By Yongchang Chin, Alex Longley, and Christopher Charleston
Asian oil refiners have been hunting for crude from further afield than their usual suppliers in the Middle East, but this more diversified strategy isn’t stirring a market that’s bracing for a glut.
The region that consumes around 40% of the world’s oil normally subsists on a diet dominated by barrels from the Persian Gulf. But President Donald Trump’s scattergun approach to trade and foreign policy — including the sudden targeting of Russian flows — has forced the processors to snap up shipments from the US to Brazil and Nigeria.
The flurry of purchases of the type of light, low-sulfur crudes that play an outsized role in determining the price of Brent should be supporting the global benchmark, as well as buoying timespreads, closely watched gauges of market health. And yet, they haven’t.
Instead, Brent’s premium to Dubai, the benchmark Middle East crude, has fallen to the lowest since April. That’s in part because traders expect the market to be awash with crude in the coming months, contending with more barrels from both outside and within the OPEC+ alliance.
“We’re getting closer to the oversupply,” said Gary Ross, a veteran oil consultant turned hedge fund manager at Black Gold Investors LLC. “People have been talking about it for a long time — everyone has bearish fourth quarter balances — and we’re getting closer to the cliff.”
Source: Bloomberg
The glut expected from next quarter is mainly due to OPEC+’s restoration this year of many of the barrels sidelined during Covid-19, and producers outside the alliance — such as the US, Brazil and Guyana — pumping more.

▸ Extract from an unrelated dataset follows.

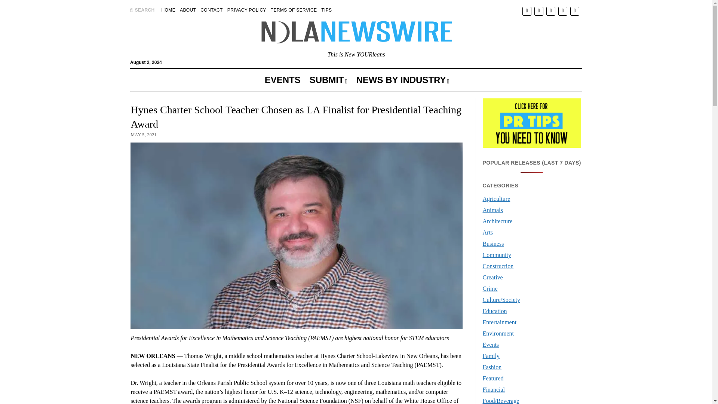  I want to click on NEWS BY INDUSTRY, so click(403, 80).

OilX, part of industry consultant Energy Aspects Ltd., sees average global production so far this year running 1.4 million barrels a day ahead of where it was at this point in 2025. That’s more than double the International Energy Agency’s most recent estimate for demand growth for the entire year.

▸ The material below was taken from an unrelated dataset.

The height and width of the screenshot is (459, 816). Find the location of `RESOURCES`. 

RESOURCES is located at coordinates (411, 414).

“The fourth quarter of this year and the first quarter of next in particular are definitely looking soft,” said Aldo Spanjer, head of energy strategy at BNP Paribas SA.
Read More: Global Oil Markets Face Record Supply Glut Next Year, IEA Says
Trump’s aggressive foreign and trade policy is also rerouting flows and spurring a lot of uncertainty and volatility. Indian refiners have snapped an unusually high 20 million barrels or so of oil in the spot market this month, according to Bloomberg calculations, as they avoided Russian supply. Although in recent days they’ve returned to buying crude from the country, but whether this will last is unclear.
There are also signs that pressure from Trump on countries to narrow their trade surpluses with the US is having an impact. A refiner in Pakistan agreed in late July to buy the nation’s debut shipment of US oil, and Japan’s Idemitsu Kosan Co. said earlier this month it bought a small volume of US crude due to tariff pressure.
The very narrow Brent-Dubai spread is allowing US and West African crudes to flow into Asia competitively, said June Goh, senior oil market analyst at Sparta Commodities. “WTI in particular is pricing very cheaply into the Asia, opening new markets into Pakistan and Vietnam.”
Source: ICE
The increased demand for American oil has bolstered prices at the US Gulf Coast — where the barrels are exported from — but done little to support domestic benchmarks more broadly. Timespreads for West Texas Intermediate are near the lowest level since May, while stockpiles at the storage hub in Cushing, Oklahoma have risen for seven weeks straight.
The market is also contending with a dour and uncertain demand outlook. It’s still not clear to the extent to which Trump’s tariff barrage will damp global economic growth, and the world’s pivot away from fossil fuels continues, most notably in China. World oil demand this year and next is growing at less than half the pace seen in 2023, the IEA said.
And in Europe, a steady stream of plant closures — including two of the UK’s six refineries — in recent months means that the region’s crude processing is set to decline this year, according to IEA data. An upcoming bout of refinery maintenance in the US and Europe is also sent to dent refinery demand.
The major banks are broadly bearish on oil — Goldman Sachs Group Inc. sees Brent dropping slightly the mid-$60s by year-end — but the current array of indicators suggest prices could fall more-than-expected.
“I think the market is waiting for the right time” to go bearish on Brent and WTI, said BNP Paribas’ Spanjer. However, supply growth should slow into the second half of 2026, and “things should start to look better from then,” he said.